I think Manjoo overrates the extent to which fear of climate change is now pushing people along the California-to-Texas pipeline, although that’s obviously something we should all take more seriously before it’s too late. (And if things continue the way they’re heading, climate change should prove more of a factor in cross-country moves).

And Manjoo’s coastal eliteness gets the better of him at times. He avoids gratuitous references to livestock and things being bigger in Texas, which I very much appreciated, but is nevertheless shocked that people with liberal politics live in the ninth biggest city in the country. I don’t know what to feel about paragraphs like this one:

“My hotel in downtown Dallas was within a short walk of several gay bars; sex shops selling packers, which are often used by trans men; smoothie shops; and purveyors of CBD remedies of all kind. Black Lives Matter signs dotted front yards. Not everyone was wearing a mask, but lots of people were — many more than I was expecting, and certainly enough that I never felt out of place donning one.”
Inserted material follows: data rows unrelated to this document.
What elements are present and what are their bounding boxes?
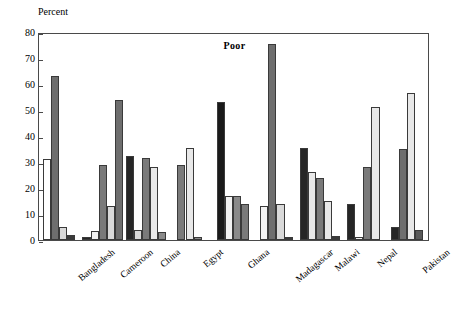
bar — [107, 206, 115, 240]
tick-label: 50 — [25, 105, 35, 116]
bar — [268, 44, 276, 240]
bar — [67, 235, 75, 240]
bar — [59, 227, 67, 240]
bar — [150, 167, 158, 240]
bar — [99, 165, 107, 240]
plot-area: Poor 01020304050607080 — [38, 33, 429, 241]
tick-label: 80 — [25, 27, 35, 38]
bar — [308, 172, 316, 240]
tick-label: 20 — [25, 183, 35, 194]
bar — [363, 167, 371, 240]
bar — [43, 159, 51, 240]
bar — [399, 149, 407, 240]
bar — [332, 236, 340, 240]
bar — [115, 100, 123, 240]
x-axis-label: Madagascar — [294, 247, 336, 284]
x-axis-labels: BangladeshCameroonChinaEgyptGhanaMadagas… — [38, 241, 429, 310]
bar — [82, 237, 90, 240]
bar — [285, 237, 293, 240]
bar — [300, 148, 308, 240]
bar — [355, 237, 363, 240]
bar — [241, 204, 249, 240]
bar — [134, 230, 142, 240]
bar — [260, 206, 268, 240]
x-axis-label: Egypt — [201, 247, 225, 269]
bar — [225, 196, 233, 240]
bar — [51, 76, 59, 240]
x-axis-label: Ghana — [245, 247, 270, 271]
tick-label: 60 — [25, 79, 35, 90]
bar — [126, 156, 134, 241]
x-axis-label: Pakistan — [421, 247, 452, 275]
bar — [194, 237, 202, 240]
tick-label: 0 — [30, 235, 35, 246]
bar — [316, 178, 324, 240]
tick-label: 70 — [25, 53, 35, 64]
x-axis-label: Cameroon — [118, 247, 155, 280]
bar — [391, 227, 399, 240]
tick-label: 40 — [25, 131, 35, 142]
bar — [415, 230, 423, 240]
bars-layer — [39, 34, 428, 240]
y-axis-label: Percent — [38, 6, 68, 17]
bar — [371, 107, 379, 240]
bar — [324, 201, 332, 240]
x-axis-label: China — [158, 247, 182, 269]
bar — [407, 93, 415, 240]
tick-label: 10 — [25, 209, 35, 220]
bar — [158, 232, 166, 240]
bar — [276, 204, 284, 240]
bar — [177, 165, 185, 240]
bar — [217, 102, 225, 240]
x-axis-label: Malawi — [333, 247, 362, 273]
tick-label: 30 — [25, 157, 35, 168]
bar — [233, 196, 241, 240]
x-axis-label: Bangladesh — [76, 247, 116, 283]
bar — [91, 231, 99, 240]
bar — [186, 148, 194, 240]
bar — [142, 158, 150, 240]
bar — [347, 204, 355, 240]
x-axis-label: Nepal — [375, 247, 399, 269]
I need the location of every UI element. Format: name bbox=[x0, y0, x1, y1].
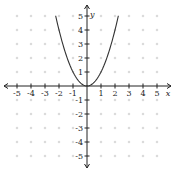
y-tick-label: 4 bbox=[78, 26, 83, 35]
x-tick-label: -5 bbox=[13, 89, 21, 98]
x-tick-label: -4 bbox=[27, 89, 35, 98]
x-tick-label: 4 bbox=[140, 89, 145, 98]
y-tick-label: 1 bbox=[78, 68, 83, 77]
x-tick-label: -3 bbox=[41, 89, 49, 98]
y-tick-label: 2 bbox=[78, 54, 83, 63]
y-axis-label: y bbox=[89, 10, 95, 19]
x-tick-label: 2 bbox=[112, 89, 117, 98]
y-tick-label: -4 bbox=[75, 138, 83, 147]
coordinate-plane: -5-4-3-2-112345-5-4-3-2-112345 x y bbox=[0, 0, 175, 171]
x-tick-label: 1 bbox=[98, 89, 103, 98]
y-tick-label: 3 bbox=[78, 40, 83, 49]
y-tick-label: 5 bbox=[78, 12, 83, 21]
x-axis-label: x bbox=[166, 89, 171, 98]
y-tick-label: -5 bbox=[75, 152, 83, 161]
x-tick-label: 5 bbox=[154, 89, 159, 98]
y-tick-label: -1 bbox=[75, 96, 83, 105]
y-tick-label: -3 bbox=[75, 124, 83, 133]
x-tick-label: 3 bbox=[126, 89, 131, 98]
y-tick-label: -2 bbox=[75, 110, 83, 119]
x-tick-label: -2 bbox=[55, 89, 63, 98]
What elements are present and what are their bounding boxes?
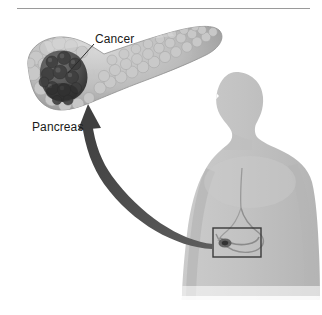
pancreatic-cancer-diagram xyxy=(0,0,322,315)
pancreas-label: Pancreas xyxy=(32,121,84,133)
cancer-label: Cancer xyxy=(95,33,134,45)
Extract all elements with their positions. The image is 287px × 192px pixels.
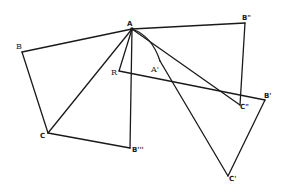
label-r: R: [111, 68, 118, 77]
label-b: B: [16, 42, 22, 51]
segment-a-r: [119, 29, 132, 71]
label-a1: A': [150, 65, 159, 74]
label-b1: B': [264, 92, 271, 100]
segment-c-a: [48, 29, 132, 133]
label-b3: B''': [132, 146, 144, 154]
label-b2: B": [242, 14, 251, 22]
label-c: C: [40, 132, 45, 140]
segment-c-b3: [48, 133, 130, 148]
geometry-diagram: A B B" R A' C B''' C" B' C': [0, 0, 287, 192]
segment-b2-c2: [240, 23, 245, 105]
label-c2: C": [240, 103, 249, 111]
segment-r-b1: [119, 71, 265, 100]
segment-a1-c1: [160, 61, 228, 176]
segment-a-b2: [132, 23, 245, 29]
segment-b-c: [22, 52, 48, 133]
segment-b1-c1: [228, 100, 265, 176]
label-c1: C': [229, 175, 236, 183]
segment-b3-a: [130, 29, 132, 148]
label-a: A: [127, 20, 133, 28]
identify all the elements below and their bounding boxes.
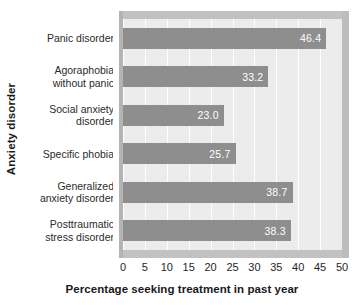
y-axis-tick-label: Social anxiety disorder [22, 96, 117, 135]
y-axis-tick-label-line: disorder [49, 115, 114, 128]
bar-value-label: 23.0 [197, 109, 218, 121]
bar-value-label: 38.7 [266, 186, 287, 198]
bar-row: 25.7 [123, 135, 342, 174]
x-axis-tick-label: 35 [270, 261, 282, 273]
y-axis-tick-label-line: stress disorder [45, 231, 114, 244]
y-axis-tick-label-line: without panic [53, 77, 114, 90]
x-axis-tick-label: 50 [336, 261, 348, 273]
y-axis-tick-label: Agoraphobia without panic [22, 58, 117, 97]
y-axis-title-text: Anxiety disorder [5, 83, 17, 175]
bar[interactable]: 23.0 [123, 105, 224, 126]
bar-row: 38.3 [123, 212, 342, 251]
bar-row: 23.0 [123, 96, 342, 135]
y-axis-tick-label-line: Specific phobia [43, 148, 114, 161]
x-axis-tick-label: 5 [142, 261, 148, 273]
y-axis-tick-labels: Panic disorder Agoraphobia without panic… [22, 19, 117, 250]
x-axis-tick-label: 25 [226, 261, 238, 273]
plot-frame: 46.433.223.025.738.738.3 [113, 11, 349, 259]
bar-value-label: 33.2 [242, 71, 263, 83]
y-axis-tick-label-line: Generalized [40, 180, 114, 193]
x-axis-tick-label: 0 [120, 261, 126, 273]
x-axis-tick-label: 30 [248, 261, 260, 273]
bar-row: 33.2 [123, 58, 342, 97]
bar-value-label: 38.3 [265, 225, 286, 237]
plot-area: 46.433.223.025.738.738.3 [123, 19, 342, 250]
x-axis-tick-labels: 05101520253035404550 [123, 261, 342, 277]
y-axis-tick-label-line: Posttraumatic [45, 218, 114, 231]
x-axis-tick-label: 15 [183, 261, 195, 273]
plot-frame-bottom-band [119, 250, 349, 258]
x-axis-tick-label: 20 [204, 261, 216, 273]
bar-series: 46.433.223.025.738.738.3 [123, 19, 342, 250]
bar[interactable]: 33.2 [123, 66, 268, 87]
plot-frame-top-band [119, 11, 349, 19]
bar-chart: Anxiety disorder Panic disorder Agorapho… [0, 0, 364, 305]
bar-row: 46.4 [123, 19, 342, 58]
y-axis-tick-label: Posttraumatic stress disorder [22, 212, 117, 251]
y-axis-tick-label-line: anxiety disorder [40, 192, 114, 205]
bar[interactable]: 38.3 [123, 220, 291, 241]
x-axis-title-text: Percentage seeking treatment in past yea… [66, 283, 299, 295]
bar[interactable]: 25.7 [123, 143, 236, 164]
plot-frame-right-band [342, 11, 349, 258]
bar[interactable]: 38.7 [123, 182, 293, 203]
y-axis-tick-label: Specific phobia [22, 135, 117, 174]
x-axis-tick-label: 45 [314, 261, 326, 273]
y-axis-tick-label-line: Panic disorder [47, 32, 114, 45]
x-axis-tick-label: 40 [292, 261, 304, 273]
bar-value-label: 25.7 [209, 148, 230, 160]
bar-value-label: 46.4 [300, 32, 321, 44]
y-axis-tick-label: Panic disorder [22, 19, 117, 58]
bar-row: 38.7 [123, 173, 342, 212]
bar[interactable]: 46.4 [123, 28, 326, 49]
x-axis-title: Percentage seeking treatment in past yea… [0, 283, 364, 295]
x-axis-tick-label: 10 [161, 261, 173, 273]
y-axis-tick-label-line: Social anxiety [49, 103, 114, 116]
y-axis-tick-label-line: Agoraphobia [53, 64, 114, 77]
y-axis-title: Anxiety disorder [0, 0, 22, 258]
y-axis-tick-label: Generalized anxiety disorder [22, 173, 117, 212]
Secondhand embarrassment, mostly. And a sense that Manjoo needs a better tour guide if he ever comes back. Where does he think “downtown Dallas” is?

Regardless, I think he gets at least some of the reason why people keep moving to Texas—and why we should welcome all comers. “Texas, now, feels a bit like California did when I first moved here in the late 1980s — a thriving, dynamic place where it doesn’t take a lot to establish a good life,” Manjoo writes. “For many people, that’s more than enough.”